INPUT:

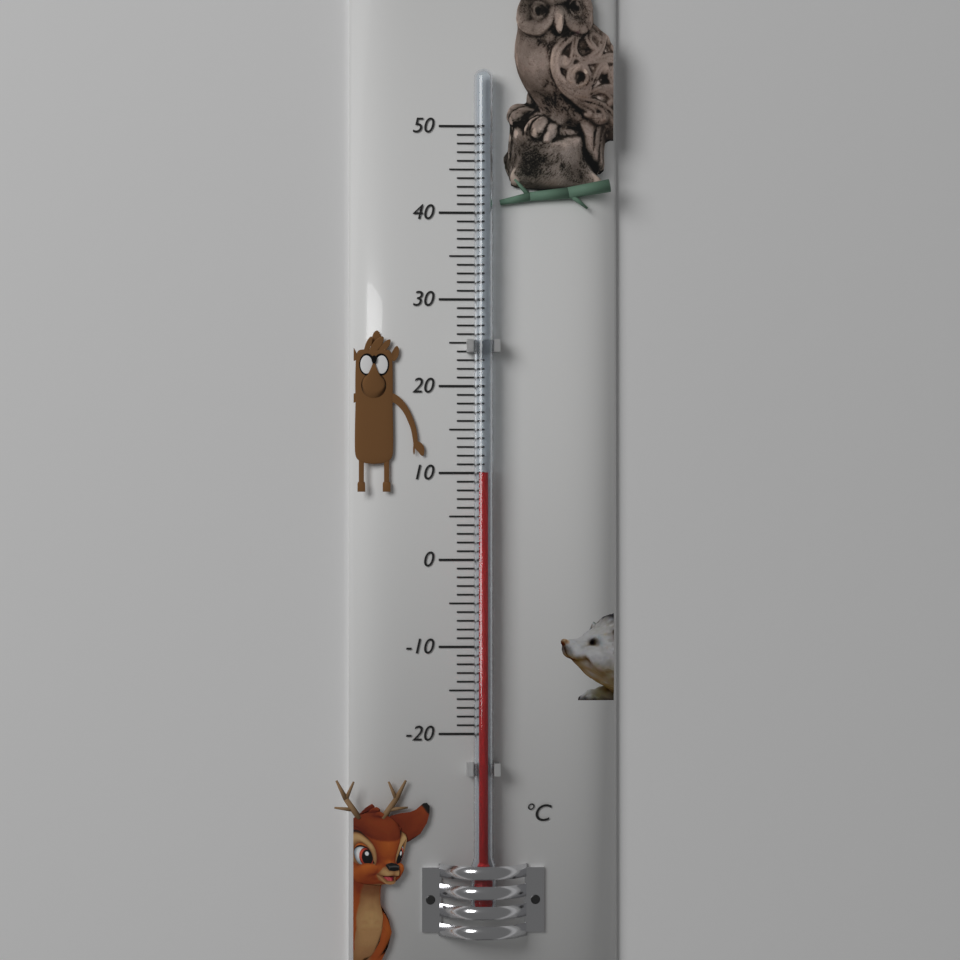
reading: 10 °C
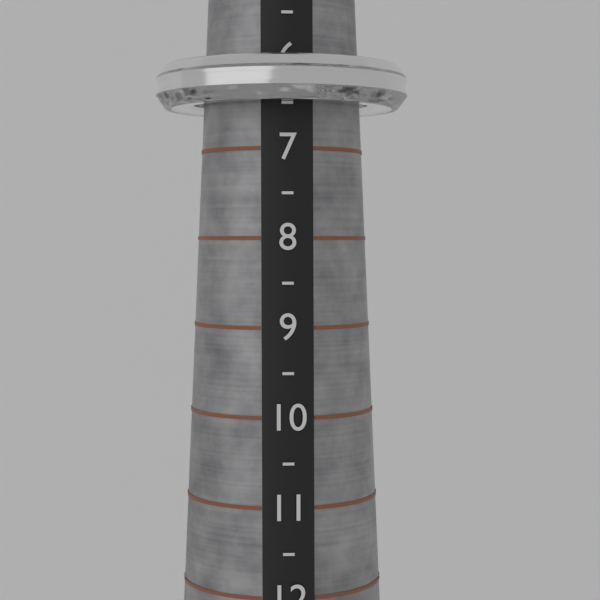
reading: 6.5 (no unit)
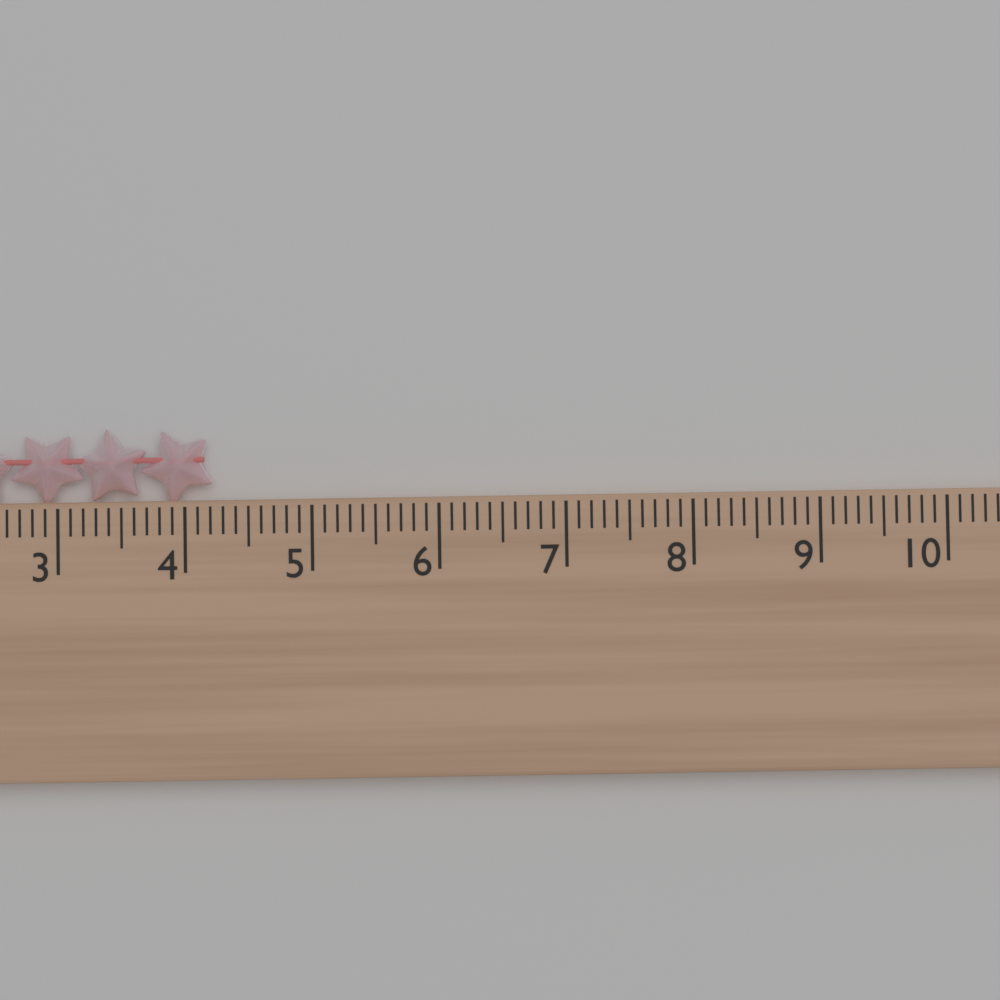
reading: 4.2 cm
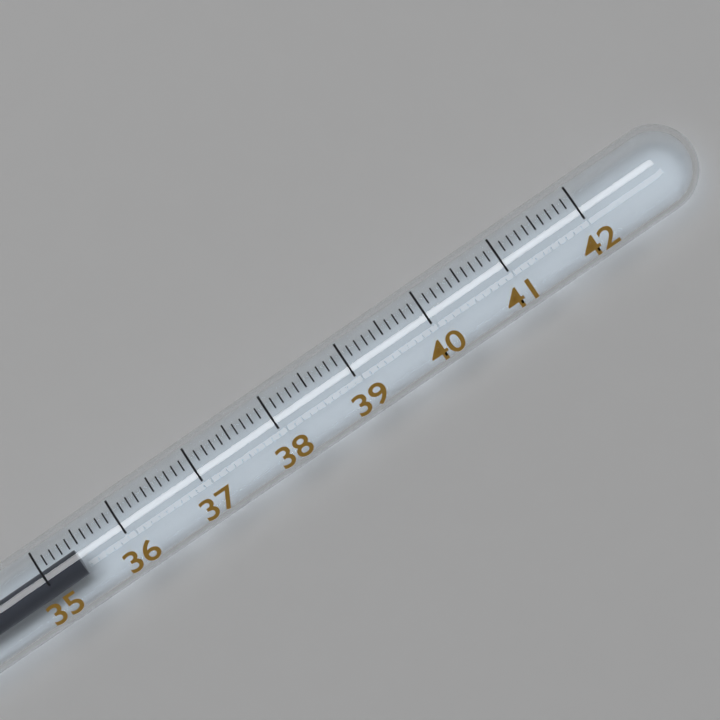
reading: 35.4 (no unit)
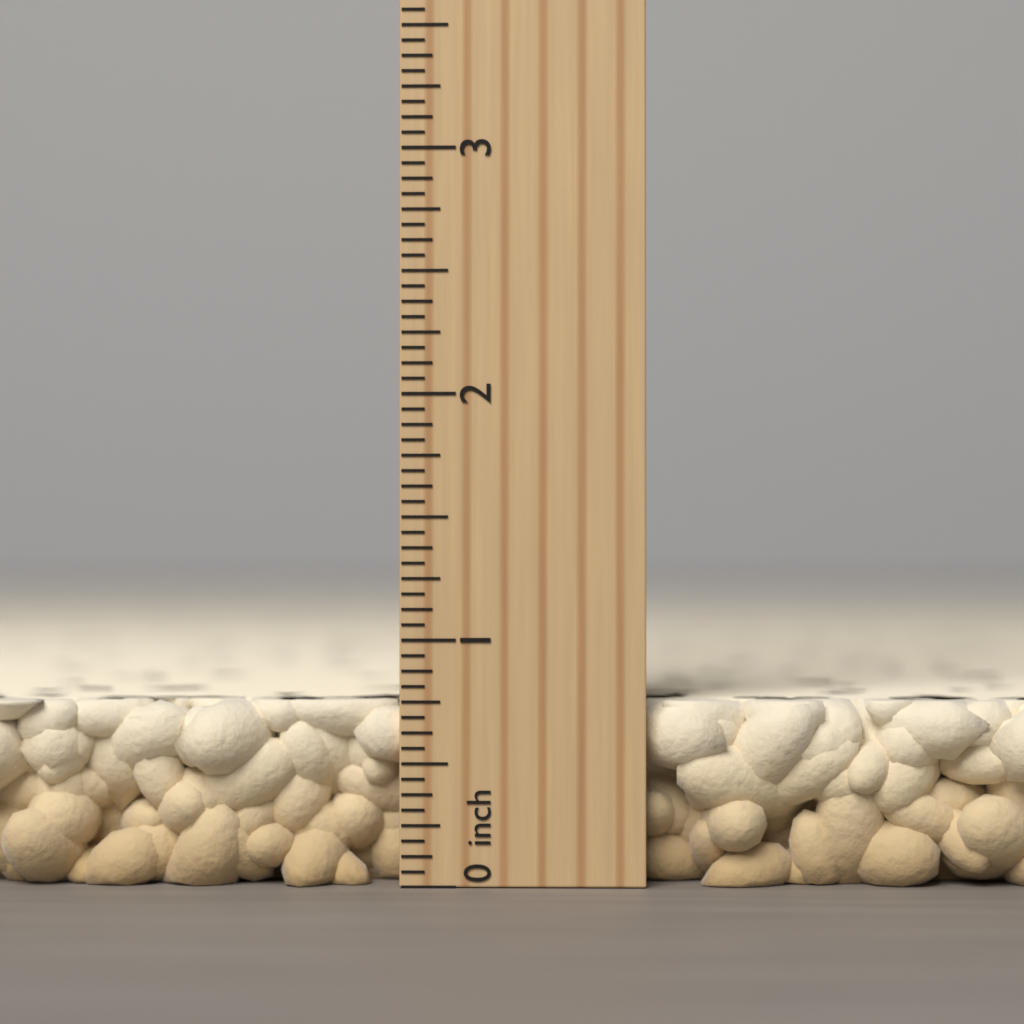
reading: 0.7500 inch
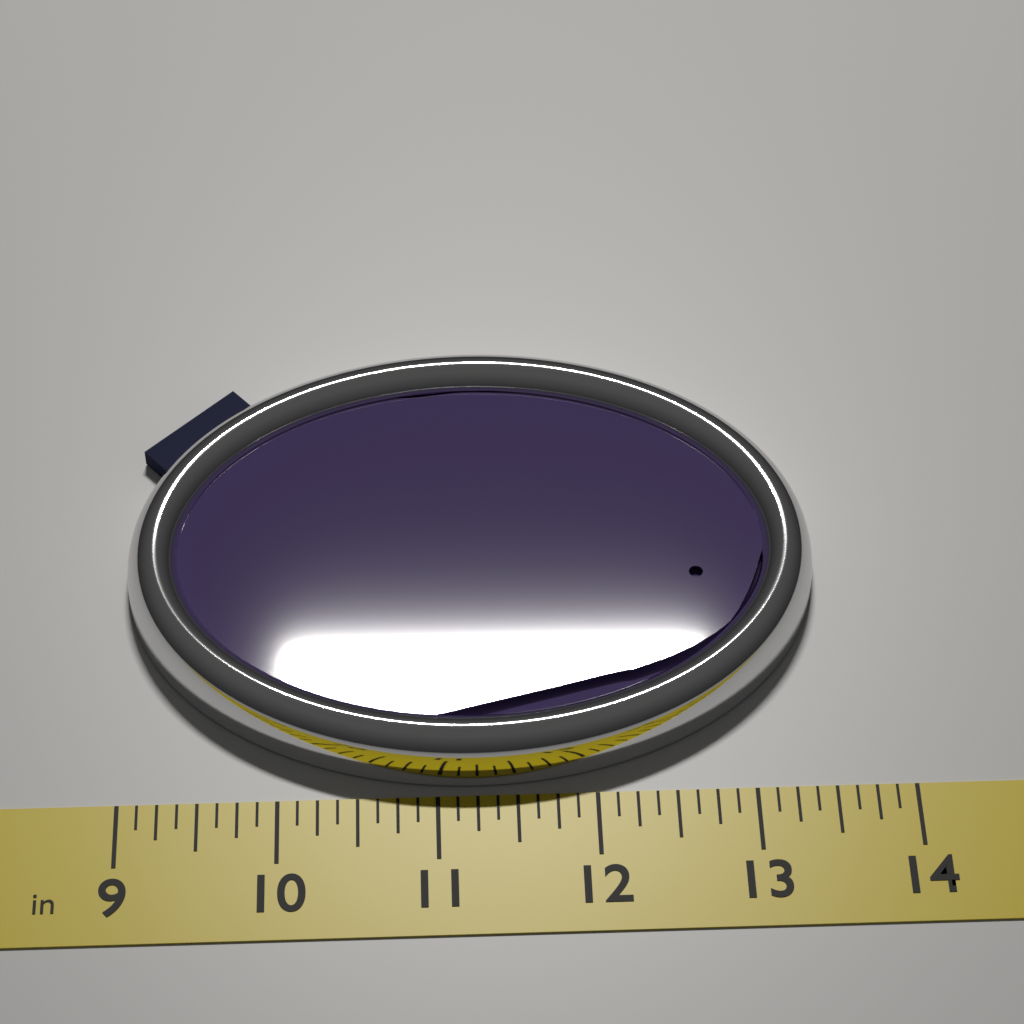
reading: 13.500 in
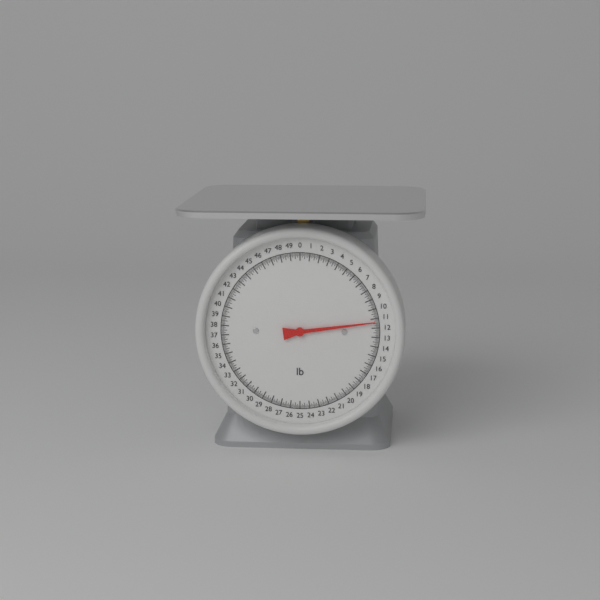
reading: 11.375 lb
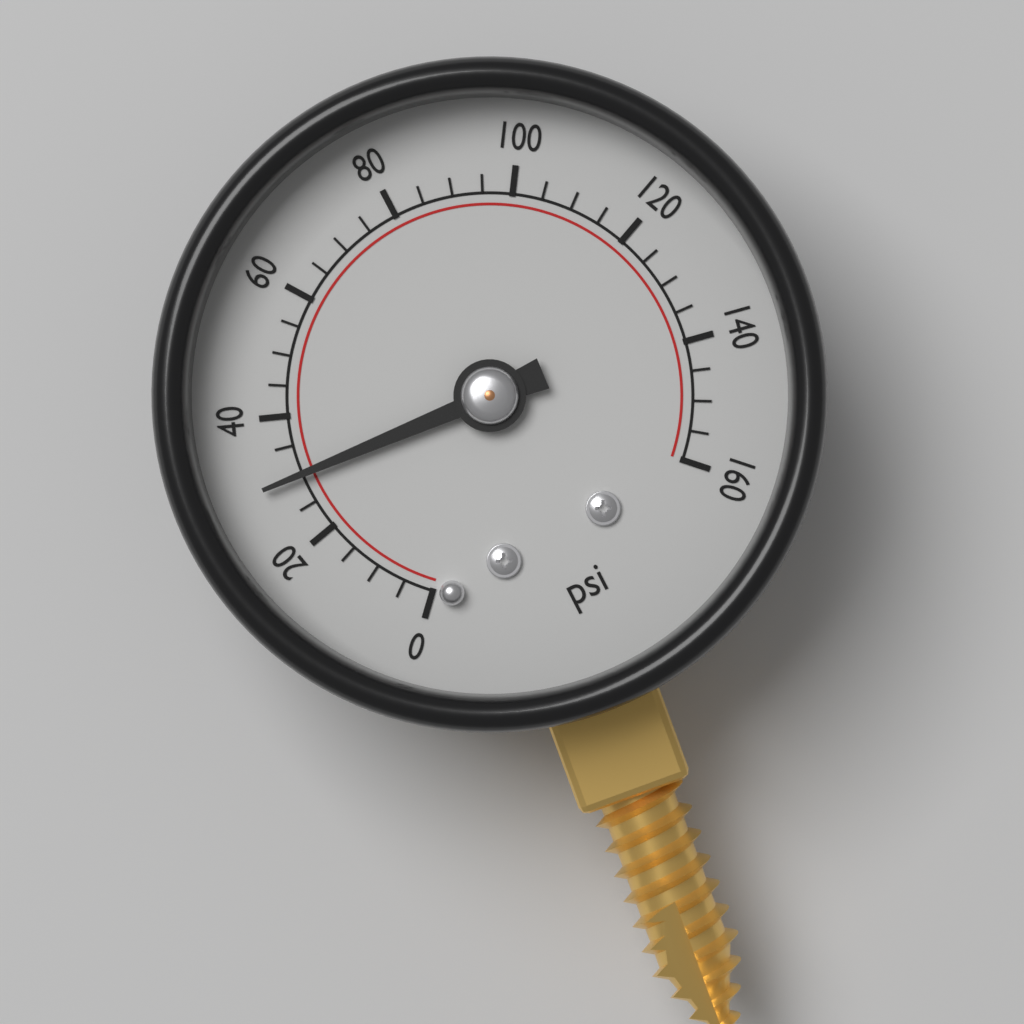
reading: 30 psi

INSTRUCTIONS TO FOLLOW:
The records above are to be repeated exactly, with every picture removed from the copy.

RESULT OF THE EXERCISE:
reading: 10 °C
reading: 6.5 (no unit)
reading: 4.2 cm
reading: 35.4 (no unit)
reading: 0.7500 inch
reading: 13.500 in
reading: 11.375 lb
reading: 30 psi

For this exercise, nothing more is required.